More Free Air Time: MSNBC Maddow Show Airs Almost Ten Minutes of Obama DNC Speech, Obama's NBC PSA

October 1st, 2010 3:47 PM

While liberals complain that Fox News is too helpful in offering its air time for Republican candidates and campaigns, MSNBC continued the recent string of NBC-Universal properties bowing to President Obama with gobs of unchallenged free air time. On Thursday night's Rachel Maddow Show, MSNBC offered two large chunks of a speech Obama gave to the DNC's "Gen 44" initiative for young people. Seconds before the first speech clip, MSNBC aired a 15-second NBC public service announcement starring Obama. (See Mark Finkelstein on that.)

The event was a fundraiser expected to raise $750,000. Two honorary co-chairs of the DNC effort are the actors America Ferrera ("Ugly Betty") and Dule Hill ("The West Wing" and "Psych").

This wasn't a standard presidential press conference or interview. This was a campaign event, aired by Maddow in a four-minute clip and then a five-and-a-half-minute clip, both followed with analysis by liberal Washington Post columnist Eugene Robinson. In both clips, Obama attacked conservatives for ruining the economy and civil discourse, including claims like this: 

For the last decade, the Republicans in Washington subscribed to a very simple philosophy:  You cut taxes, mostly for millionaires and billionaires.  You cut regulations for special interests -- whether it's oil companies or banks or insurance companies.  You cut back on investments in education and clean energy, and research and technology.  And basically, the idea was that if you had blind faith in the market, if you let corporations play by their own rules, if you let everybody else fend for themselves, including young people, including the next generation, then somehow America would grow and prosper.  That was the theory. Now, look, here's what we know.  The philosophy failed.  We tested it.  We tried it.  We tried it for eight years; it didn't work. 

The first clip seemed to be live. The second clip was definitely not -- because the speech transcript puts it before the first clip. This is where Obama says gee, the Democrats wanted to be bipartisan, but the Republicans decided not to say yes to socialism:

When I arrived in Washington about 20 months ago -- some of you were there.  It was really cold.  It was a cold day.  (Applause.)  It was a cold day, but the spirit was warm.  (Applause.)  And our hope was that we could pull together, Democrats and Republicans and independents, to confront the worst economic crisis since the Great Depression.  What we hoped was that we could get beyond some of the old political divides -- red states, blue states -- that had prevented us from making progress for so long.  And we came into this with that spirit because we understood that we're proud to be Democrats, but we're prouder to be Americans.  (Applause.)
And instead, what we confronted when we arrived was just politics, pure and simple; an opposition party that was still stuck in the same failed policies of the past -- whose leaders in Congress were determined from the start to just let us deal with the mess that they had done so much to create.

Maybe you could argue that this was both a stem-winder at a DNC fundraiser -- and a news event. But then consider what surrounded Obama on Maddow's show.

She began the show with a long 15-minute segment devoted to one liberal Congressman in Oregon who's upset he's being opposed. Maddow found it incredibly weird that a shadowy group called Concerned Taxpayers of America was running more than $80,000 of ads against Rep. Peter DeFazio. (This first appeared in the Washington Post.) Since she's into Democrat video, Maddow ran DeFazio's own sting video, starring himself, confronting the CTA at an address they use in DC, then interviewed DeFazio so he could express more outrage at being opposed.

After the Obama speech clips, Maddow ran a goofy skit where an orange-skinned man with a cigar pretending to be "John Boehner" handed out checks on the House floor from the tobacco companies, referring back to a Hedrick Smith PBS documentary wailing about the negative influence of corporate money on socialism -- ahem, democracy. Boehner admitted to Smith that he had done that, but would not do it again. 

Whatever liberals want to paint Fox as a GOP network ought to watch their own MSNBC stars and wonder just how much of a partisan production they're putting on in the last weeks of an election season.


> **EXERCISE PROMPT**
Tally the lines of the data below that contain the string "Joined". Give the tally and nothing else.

─── MATERIAL PROVIDED

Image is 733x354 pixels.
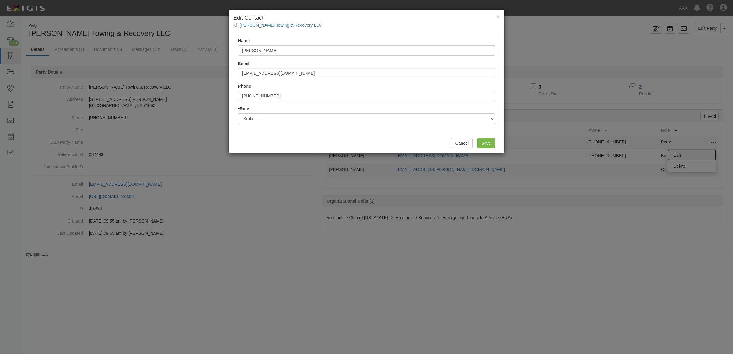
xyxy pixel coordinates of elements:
button: Close [496,13,500,20]
abbr: required [238,106,240,111]
a: [PERSON_NAME] Towing & Recovery LLC [240,23,322,28]
input: Save [477,138,495,148]
label: Email [238,60,249,67]
button: Cancel [451,138,473,148]
label: Phone [238,83,251,89]
label: Role [238,106,249,112]
h4: Edit Contact [233,14,500,22]
span: × [496,13,500,20]
label: Name [238,38,250,44]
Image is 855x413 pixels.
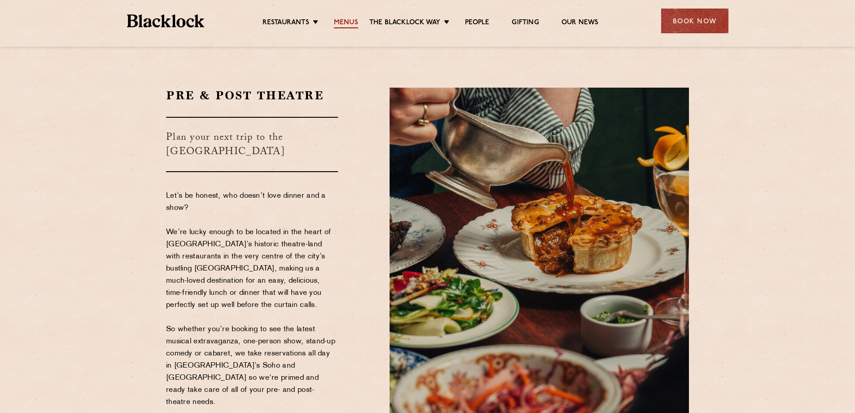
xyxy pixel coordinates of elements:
a: Gifting [512,18,539,28]
a: The Blacklock Way [369,18,440,28]
a: Our News [562,18,599,28]
img: BL_Textured_Logo-footer-cropped.svg [127,14,205,27]
h3: Plan your next trip to the [GEOGRAPHIC_DATA] [166,117,338,172]
a: People [465,18,489,28]
a: Menus [334,18,358,28]
div: Book Now [661,9,729,33]
h2: Pre & Post Theatre [166,88,338,103]
a: Restaurants [263,18,309,28]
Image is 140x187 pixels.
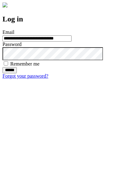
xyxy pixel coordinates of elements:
[2,42,21,47] label: Password
[2,29,14,35] label: Email
[2,73,48,79] a: Forgot your password?
[2,2,7,7] img: logo-4e3dc11c47720685a147b03b5a06dd966a58ff35d612b21f08c02c0306f2b779.png
[2,15,137,23] h2: Log in
[10,61,39,66] label: Remember me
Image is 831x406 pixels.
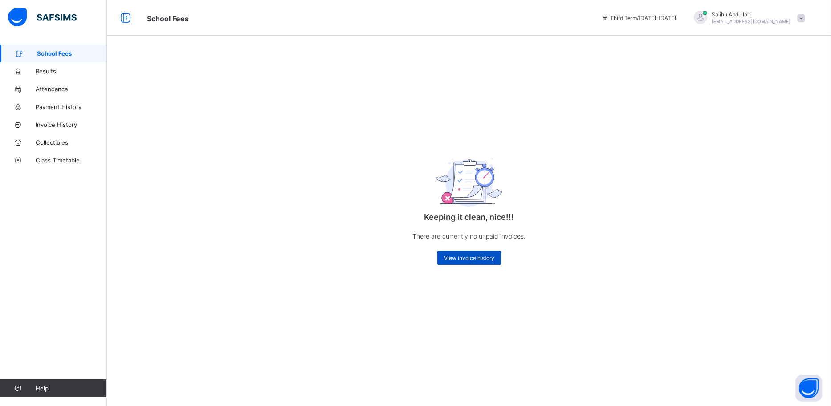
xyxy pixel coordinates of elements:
[36,68,107,75] span: Results
[36,385,106,392] span: Help
[8,8,77,27] img: safsims
[380,212,558,222] p: Keeping it clean, nice!!!
[712,11,791,18] span: Salihu Abdullahi
[147,14,189,23] span: School Fees
[712,19,791,24] span: [EMAIL_ADDRESS][DOMAIN_NAME]
[380,231,558,242] p: There are currently no unpaid invoices.
[36,139,107,146] span: Collectibles
[795,375,822,402] button: Open asap
[36,86,107,93] span: Attendance
[601,15,676,21] span: session/term information
[36,121,107,128] span: Invoice History
[444,255,494,261] span: View invoice history
[36,157,107,164] span: Class Timetable
[436,158,502,207] img: empty_exam.25ac31c7e64bfa8fcc0a6b068b22d071.svg
[36,103,107,110] span: Payment History
[685,11,810,25] div: Salihu Abdullahi
[37,50,107,57] span: School Fees
[380,134,558,274] div: Keeping it clean, nice!!!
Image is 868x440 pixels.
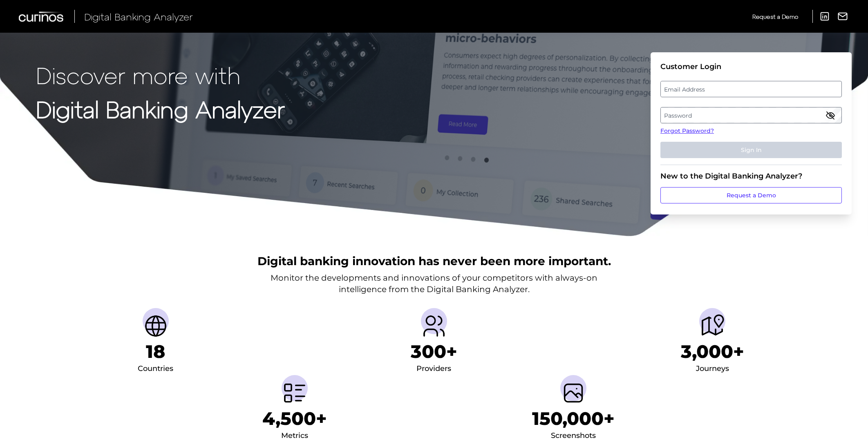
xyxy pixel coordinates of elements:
div: Journeys [696,363,729,376]
span: Digital Banking Analyzer [84,11,193,22]
strong: Digital Banking Analyzer [36,95,285,123]
p: Discover more with [36,62,285,88]
label: Password [661,108,841,123]
img: Screenshots [560,380,586,406]
img: Metrics [282,380,308,406]
div: Countries [138,363,173,376]
img: Curinos [19,11,65,22]
span: Request a Demo [753,13,798,20]
div: Providers [417,363,451,376]
img: Countries [143,313,169,339]
div: Customer Login [660,62,842,71]
a: Request a Demo [753,10,798,24]
h2: Digital banking innovation has never been more important. [258,254,611,269]
h1: 150,000+ [532,408,614,430]
h1: 18 [146,341,165,363]
img: Journeys [699,313,726,339]
h1: 3,000+ [681,341,744,363]
p: Monitor the developments and innovations of your competitors with always-on intelligence from the... [271,272,598,295]
img: Providers [421,313,447,339]
button: Sign In [660,142,842,158]
a: Request a Demo [660,187,842,204]
h1: 300+ [411,341,457,363]
div: New to the Digital Banking Analyzer? [660,172,842,181]
label: Email Address [661,81,841,96]
h1: 4,500+ [262,408,327,430]
a: Forgot Password? [660,127,842,135]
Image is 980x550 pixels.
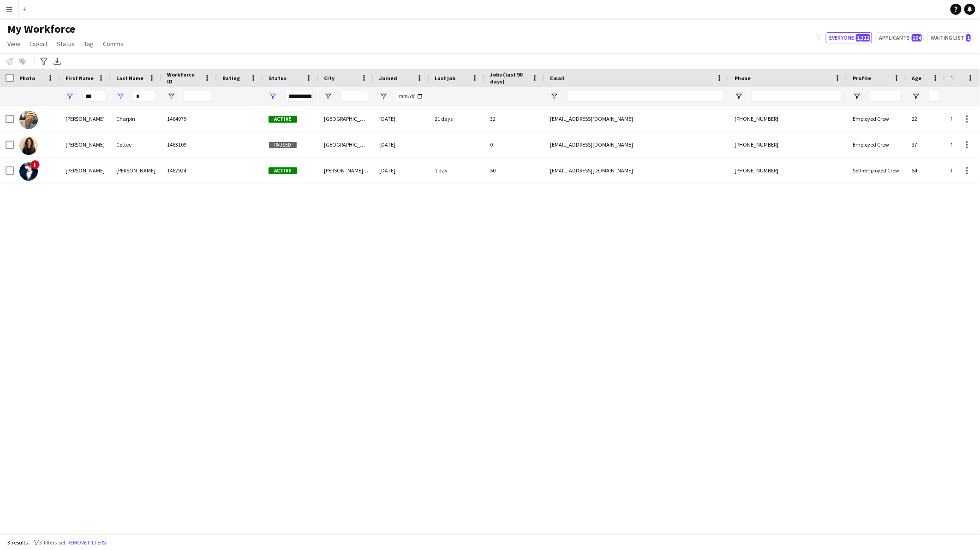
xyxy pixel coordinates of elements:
span: Photo [20,75,35,81]
div: Self-employed Crew [847,158,906,183]
div: [GEOGRAPHIC_DATA] [318,106,374,132]
button: Open Filter Menu [550,92,558,100]
input: Phone Filter Input [751,90,842,102]
button: Applicants104 [875,32,923,44]
div: [PHONE_NUMBER] [729,132,847,157]
div: [PHONE_NUMBER] [729,106,847,132]
input: Joined Filter Input [396,90,424,102]
div: [EMAIL_ADDRESS][DOMAIN_NAME] [545,132,729,157]
span: 1,312 [856,34,870,41]
span: Age [912,75,922,81]
a: Comms [100,38,128,50]
div: 54 [906,158,945,183]
span: Tag [84,39,94,48]
span: Active [268,168,297,174]
span: Last Name [116,75,143,81]
img: Cesar Charpin [20,111,38,129]
div: 21 days [429,106,485,132]
span: 104 [912,34,922,41]
div: [PERSON_NAME] [60,106,111,132]
div: 1463109 [161,132,217,157]
button: Open Filter Menu [852,92,861,100]
div: [PHONE_NUMBER] [729,158,847,183]
a: Export [26,38,51,50]
div: Charpin [111,106,161,132]
button: Remove filters [66,538,108,548]
div: 1462924 [161,158,217,183]
span: Workforce ID [167,71,200,85]
span: View [7,39,21,48]
input: Last Name Filter Input [132,90,156,102]
input: Age Filter Input [928,90,940,102]
span: Export [30,39,48,48]
button: Open Filter Menu [167,92,175,100]
img: Sarah Cottee [20,136,38,155]
div: 22 [906,106,945,132]
div: [DATE] [374,106,429,132]
div: 37 [906,132,945,157]
app-action-btn: Export XLSX [52,56,63,67]
button: Open Filter Menu [66,92,74,100]
span: Last job [434,75,455,81]
div: 0 [485,132,545,157]
a: Status [53,38,78,50]
a: View [3,38,24,50]
div: Employed Crew [847,106,906,132]
div: [DATE] [374,158,429,183]
span: 3 filters set [39,538,66,546]
input: Profile Filter Input [869,90,900,102]
div: [DATE] [374,132,429,157]
button: Everyone1,312 [826,32,872,44]
span: Status [57,39,75,48]
div: 1464079 [161,106,217,132]
span: City [324,75,334,81]
span: Phone [735,75,750,81]
button: Open Filter Menu [735,92,743,100]
input: Workforce ID Filter Input [183,90,211,102]
div: [PERSON_NAME] [60,158,111,183]
button: Open Filter Menu [324,92,332,100]
span: Joined [379,75,397,81]
div: Employed Crew [847,132,906,157]
input: City Filter Input [341,90,368,102]
a: Tag [81,38,97,50]
div: 32 [485,106,545,132]
div: [EMAIL_ADDRESS][DOMAIN_NAME] [545,158,729,183]
span: Paused [268,141,297,149]
div: [PERSON_NAME] [111,158,161,183]
span: Active [268,116,297,122]
span: Rating [222,75,240,81]
input: First Name Filter Input [82,90,105,102]
div: [EMAIL_ADDRESS][DOMAIN_NAME] [545,106,729,132]
button: Open Filter Menu [950,92,959,100]
span: Email [550,75,564,81]
div: [GEOGRAPHIC_DATA] [318,132,374,157]
div: [PERSON_NAME] Coldfield [318,158,374,183]
img: sarah sarah e coyle [20,162,38,181]
span: My Workforce [7,22,75,36]
span: Jobs (last 90 days) [490,71,527,85]
span: First Name [66,75,94,81]
span: Tags [950,75,963,81]
span: 1 [966,34,971,41]
span: Profile [852,75,871,81]
button: Open Filter Menu [912,92,920,100]
div: [PERSON_NAME] [60,132,111,157]
input: Email Filter Input [567,90,723,102]
span: ! [30,160,39,169]
button: Waiting list1 [927,32,973,44]
div: 1 day [429,158,485,183]
span: Status [268,75,286,81]
div: 50 [485,158,545,183]
app-action-btn: Advanced filters [39,56,49,67]
button: Open Filter Menu [116,92,124,100]
span: Comms [103,39,123,48]
div: Cottee [111,132,161,157]
button: Open Filter Menu [268,92,276,100]
button: Open Filter Menu [379,92,388,100]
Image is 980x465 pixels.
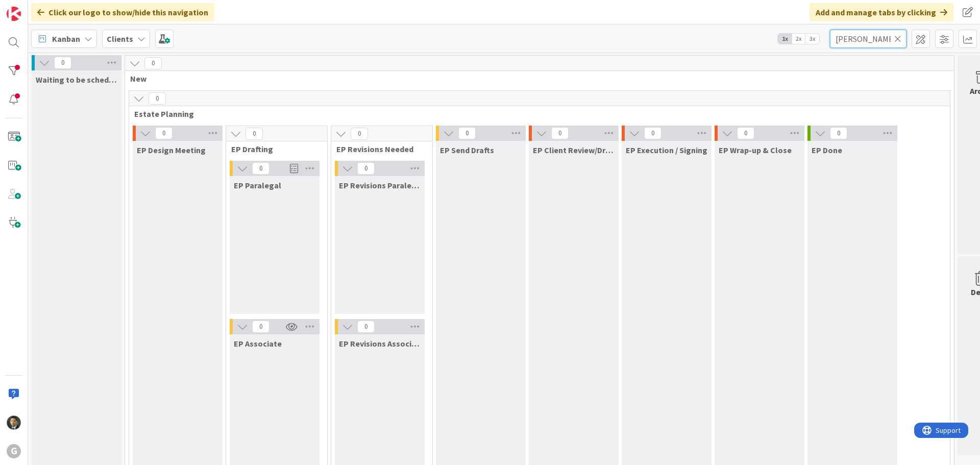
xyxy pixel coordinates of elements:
span: EP Wrap-up & Close [719,145,792,155]
span: EP Send Drafts [440,145,494,155]
span: 0 [245,128,263,140]
span: 0 [551,127,568,140]
span: 1x [778,34,792,44]
span: 0 [54,57,72,69]
span: 0 [252,162,270,174]
span: 0 [458,127,475,140]
span: EP Drafting [231,144,315,154]
span: New [130,73,941,84]
span: EP Client Review/Draft Review Meeting [533,145,615,155]
span: Estate Planning [134,109,937,119]
span: Kanban [52,32,80,45]
span: EP Revisions Paralegal [339,180,421,191]
img: CG [6,415,21,430]
div: Add and manage tabs by clicking [810,3,953,21]
span: EP Execution / Signing [626,145,707,155]
span: EP Design Meeting [137,145,206,155]
span: 3x [806,34,819,44]
input: Quick Filter... [830,30,907,48]
span: EP Associate [234,338,281,348]
span: 0 [357,162,374,174]
span: 0 [144,58,162,69]
span: EP Revisions Associate [339,338,421,348]
span: EP Done [811,145,842,155]
img: Visit kanbanzone.com [6,6,21,21]
span: Support [21,2,47,13]
div: Click our logo to show/hide this navigation [31,3,214,21]
span: 0 [148,92,166,105]
span: 0 [351,128,368,140]
span: EP Paralegal [234,180,281,191]
span: 0 [644,127,661,140]
b: Clients [106,34,133,44]
span: 0 [830,127,848,140]
span: EP Revisions Needed [337,144,419,154]
span: Waiting to be scheduled [35,75,117,84]
span: 0 [252,321,270,333]
span: 0 [155,127,173,140]
span: 2x [792,34,806,44]
span: 0 [357,321,374,333]
div: G [6,444,21,458]
span: 0 [737,127,755,140]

──────

> **RESPONSE FOR THIS EXERCISE**
2